Column: Constitutional Limits on Congressional Investigations Into Palestine-Israel Advocacy
Civil Liberties Union
Daniel Leddy overlooks convincing evidence that New York City Police Department officers unlawfully stop and frisk hundreds of thousands of innocent people annually (“NYPD’s stop-and-frisk policy is prudent, lawful, Advance, May 8”).
The U.S. Supreme Court’s ruling in Terry v. Ohio and subsequent case law established clear legal justifications for stops-and-frisks. To stop a person, a police officer must have reasonable suspicion the individual has committed, is committing, or is about to commit an unlawful act. To frisk a person, an officer must have reason to believe the individual has a weapon that threatens the officer’s safety.
Now consider these facts: Last year, 605,328 of the 685,724 stops, more than 88 percent, were of innocent people as the encounter did not result in a summons or an arrest. Less than 2 percent of the 381,704 frisks conducted produced weapons.
These statistics clearly show that police officers routinely stop-and-frisk people without legal justification. How else to explain the massive numbers of innocent people stopped and unarmed people frisked?
Used lawfully, stop-and-frisk is an acceptable law-enforcement tool, but the NYPD’s rampant abuse of the tactic represents a wholesale violation of civil rights that sows mistrust between police officers and the public they serve.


Go over the records and copy every line with the string "plus".

Data for review Block Start

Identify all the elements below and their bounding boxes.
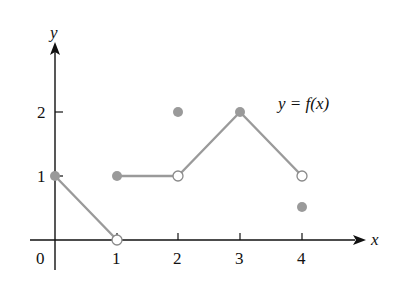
- open-point-2-1: [173, 171, 183, 181]
- x-tick-label-3: 3: [235, 249, 244, 268]
- x-axis-label: x: [370, 230, 379, 249]
- y-tick-label-2: 2: [37, 103, 46, 122]
- y-tick-label-1: 1: [37, 167, 46, 186]
- open-point-1-0: [112, 235, 122, 245]
- segment-3-4: [240, 112, 302, 176]
- open-point-4-1: [297, 171, 307, 181]
- x-tick-label-1: 1: [112, 249, 121, 268]
- y-axis-label: y: [48, 23, 58, 42]
- x-tick-label-0: 0: [36, 249, 45, 268]
- function-label: y = f(x): [276, 94, 329, 113]
- filled-point-1-1: [112, 171, 122, 181]
- filled-point-4-0.5: [297, 202, 307, 212]
- x-tick-label-4: 4: [297, 249, 306, 268]
- x-tick-label-2: 2: [173, 249, 182, 268]
- filled-point-0-1: [50, 171, 60, 181]
- segment-0-1: [55, 176, 117, 240]
- segment-2-3: [178, 112, 240, 176]
- filled-point-3-2: [235, 107, 245, 117]
- function-graph: 0 1 2 3 4 1 2 y x y = f(x): [0, 0, 419, 281]
- filled-point-2-2: [173, 107, 183, 117]
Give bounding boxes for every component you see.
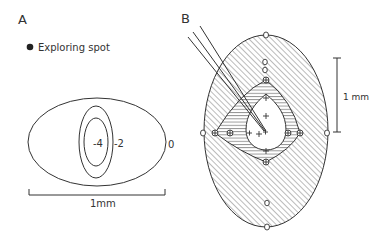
open-circle-icon [263, 59, 268, 65]
panel-a-label: A [18, 12, 27, 27]
scale-bar-b-label: 1 mm [343, 92, 369, 102]
exploring-spot-icon [27, 44, 34, 51]
circled-plus-icon [285, 130, 291, 136]
open-circle-icon [265, 200, 270, 206]
open-circle-icon [201, 130, 206, 136]
circled-plus-icon [297, 130, 303, 136]
open-circle-icon [263, 67, 268, 73]
open-circle-icon [325, 130, 330, 136]
panel-b-label: B [181, 11, 190, 26]
contour-label-0: 0 [168, 139, 174, 150]
contour-label-minus-4: -4 [93, 138, 103, 149]
panel-a: A Exploring spot -4 -2 0 1mm [18, 12, 174, 209]
open-circle-icon [265, 224, 270, 230]
contour-label-minus-2: -2 [114, 138, 124, 149]
circled-plus-icon [263, 159, 269, 165]
legend-text: Exploring spot [38, 42, 110, 53]
circled-plus-icon [263, 77, 269, 83]
circled-plus-icon [227, 130, 233, 136]
scale-bar-b: 1 mm [333, 58, 369, 132]
circled-plus-icon [212, 130, 218, 136]
scale-bar-a-label: 1mm [90, 198, 116, 209]
scale-bar-a: 1mm [29, 189, 165, 209]
open-circle-icon [264, 32, 269, 38]
panel-b: B [181, 11, 369, 230]
figure: A Exploring spot -4 -2 0 1mm B [0, 0, 379, 240]
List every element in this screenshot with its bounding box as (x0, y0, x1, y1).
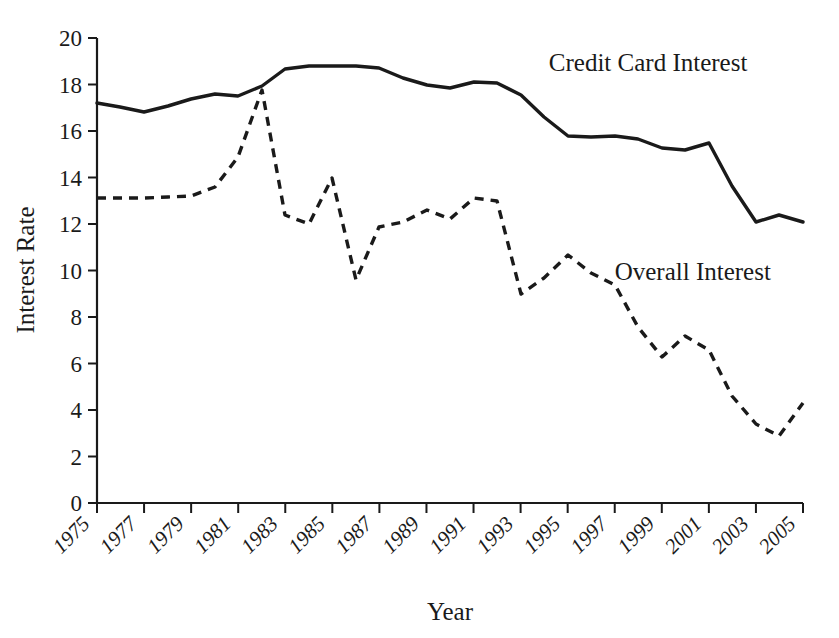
x-tick-label: 1999 (613, 511, 660, 558)
y-tick-label: 2 (71, 445, 83, 470)
x-tick-label: 1979 (142, 511, 189, 558)
x-tick-label: 1995 (519, 512, 566, 559)
x-tick-label: 1985 (283, 512, 330, 559)
x-tick-label: 1983 (236, 512, 283, 559)
x-tick-label: 1997 (566, 511, 614, 559)
y-axis-title: Interest Rate (12, 206, 39, 333)
x-axis-title: Year (427, 598, 474, 625)
y-tick-label: 12 (59, 212, 82, 237)
x-tick-label: 1993 (471, 512, 518, 559)
y-tick-label: 8 (71, 305, 83, 330)
series-label-overall-interest: Overall Interest (615, 258, 771, 285)
y-tick-label: 16 (59, 119, 82, 144)
x-tick-label: 1991 (424, 512, 471, 559)
y-tick-label: 20 (59, 26, 82, 51)
x-axis-ticks: 1975197719791981198319851987198919911993… (48, 503, 803, 558)
y-tick-label: 6 (71, 352, 83, 377)
x-tick-label: 2005 (754, 512, 801, 559)
interest-rate-chart: 02468101214161820 1975197719791981198319… (0, 0, 839, 638)
series-label-credit-card-interest: Credit Card Interest (549, 49, 748, 76)
x-tick-label: 1987 (330, 511, 378, 559)
y-axis-ticks: 02468101214161820 (59, 26, 97, 516)
x-tick-label: 1989 (377, 511, 424, 558)
y-tick-label: 14 (59, 166, 83, 191)
y-tick-label: 18 (59, 73, 82, 98)
x-tick-label: 2003 (707, 512, 754, 559)
x-tick-label: 1981 (189, 512, 236, 559)
x-tick-label: 2001 (660, 512, 707, 559)
x-tick-label: 1975 (48, 512, 95, 559)
y-tick-label: 4 (71, 398, 83, 423)
chart-canvas: 02468101214161820 1975197719791981198319… (0, 0, 839, 638)
y-tick-label: 10 (59, 259, 82, 284)
x-tick-label: 1977 (95, 511, 143, 559)
series-line-credit-card-interest (97, 66, 803, 222)
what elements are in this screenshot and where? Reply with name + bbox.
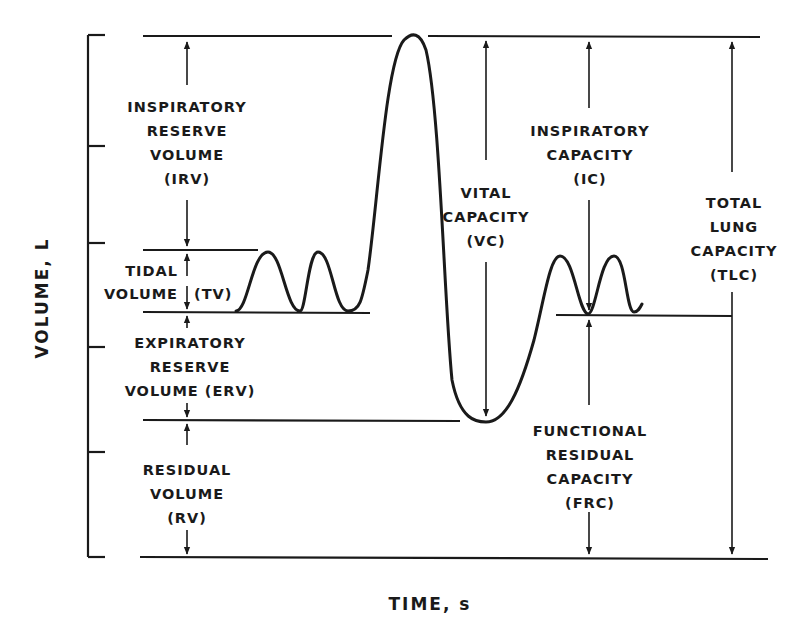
svg-text:RESIDUAL: RESIDUAL [143,462,232,478]
svg-text:VOLUME: VOLUME [150,147,224,163]
svg-text:LUNG: LUNG [710,219,759,235]
ic-label: INSPIRATORY CAPACITY (IC) [530,123,649,187]
svg-text:(FRC): (FRC) [565,495,615,511]
svg-text:VOLUME (ERV): VOLUME (ERV) [125,383,256,399]
svg-text:RESERVE: RESERVE [150,359,231,375]
svg-text:VITAL: VITAL [461,185,512,201]
svg-text:(IC): (IC) [573,171,606,187]
spirogram-curve [236,35,642,422]
svg-text:RESERVE: RESERVE [147,123,228,139]
svg-text:(TV): (TV) [194,286,232,302]
svg-text:TOTAL: TOTAL [706,195,762,211]
irv-label: INSPIRATORY RESERVE VOLUME (IRV) [127,99,246,187]
frc-label: FUNCTIONAL RESIDUAL CAPACITY (FRC) [533,423,648,511]
svg-text:TIDAL: TIDAL [125,263,178,279]
rv-label: RESIDUAL VOLUME (RV) [143,462,232,526]
svg-text:FUNCTIONAL: FUNCTIONAL [533,423,648,439]
lung-volumes-diagram: VOLUME, L INSPIRATORY R [0,0,801,642]
svg-text:(VC): (VC) [466,233,505,249]
tv-label: TIDAL VOLUME (TV) [104,263,233,302]
x-axis-label: TIME, s [389,594,472,614]
svg-text:RESIDUAL: RESIDUAL [546,447,635,463]
svg-text:(IRV): (IRV) [164,171,210,187]
svg-text:EXPIRATORY: EXPIRATORY [134,335,245,351]
svg-text:(RV): (RV) [167,510,207,526]
svg-text:(TLC): (TLC) [710,267,758,283]
svg-text:VOLUME: VOLUME [104,286,178,302]
svg-text:CAPACITY: CAPACITY [691,243,778,259]
vc-label: VITAL CAPACITY (VC) [443,185,530,249]
svg-text:CAPACITY: CAPACITY [547,471,634,487]
svg-text:INSPIRATORY: INSPIRATORY [127,99,246,115]
svg-text:VOLUME: VOLUME [150,486,224,502]
y-axis-label: VOLUME, L [32,237,52,358]
svg-text:CAPACITY: CAPACITY [443,209,530,225]
svg-text:CAPACITY: CAPACITY [547,147,634,163]
erv-label: EXPIRATORY RESERVE VOLUME (ERV) [125,335,256,399]
y-axis [88,35,105,557]
svg-text:INSPIRATORY: INSPIRATORY [530,123,649,139]
tlc-label: TOTAL LUNG CAPACITY (TLC) [691,195,778,283]
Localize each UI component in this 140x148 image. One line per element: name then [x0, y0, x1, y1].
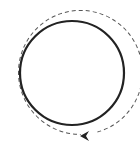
arrowhead-icon [80, 131, 89, 141]
inner-circle [20, 21, 124, 125]
dashed-rotation-path [10, 2, 140, 141]
rotation-diagram [0, 0, 140, 148]
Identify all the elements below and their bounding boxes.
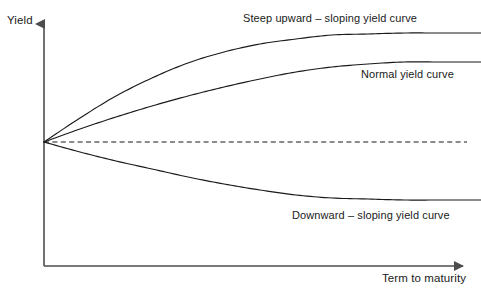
curve-downward-sloping (44, 142, 481, 200)
x-axis-label: Term to maturity (382, 272, 466, 285)
normal-curve-label: Normal yield curve (361, 68, 454, 81)
steep-upward-curve-label: Steep upward – sloping yield curve (243, 12, 417, 25)
yield-curve-plot (0, 0, 481, 298)
curve-steep-upward (44, 33, 481, 142)
downward-curve-label: Downward – sloping yield curve (292, 209, 450, 222)
y-axis-label: Yield (7, 14, 33, 27)
yield-curve-figure: Yield Term to maturity Steep upward – sl… (0, 0, 481, 298)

Data for review Block End

Response below ▸
circled-plus-icon [285, 130, 291, 136]
circled-plus-icon [297, 130, 303, 136]
circled-plus-icon [263, 159, 269, 165]
circled-plus-icon [263, 77, 269, 83]
circled-plus-icon [227, 130, 233, 136]
circled-plus-icon [212, 130, 218, 136]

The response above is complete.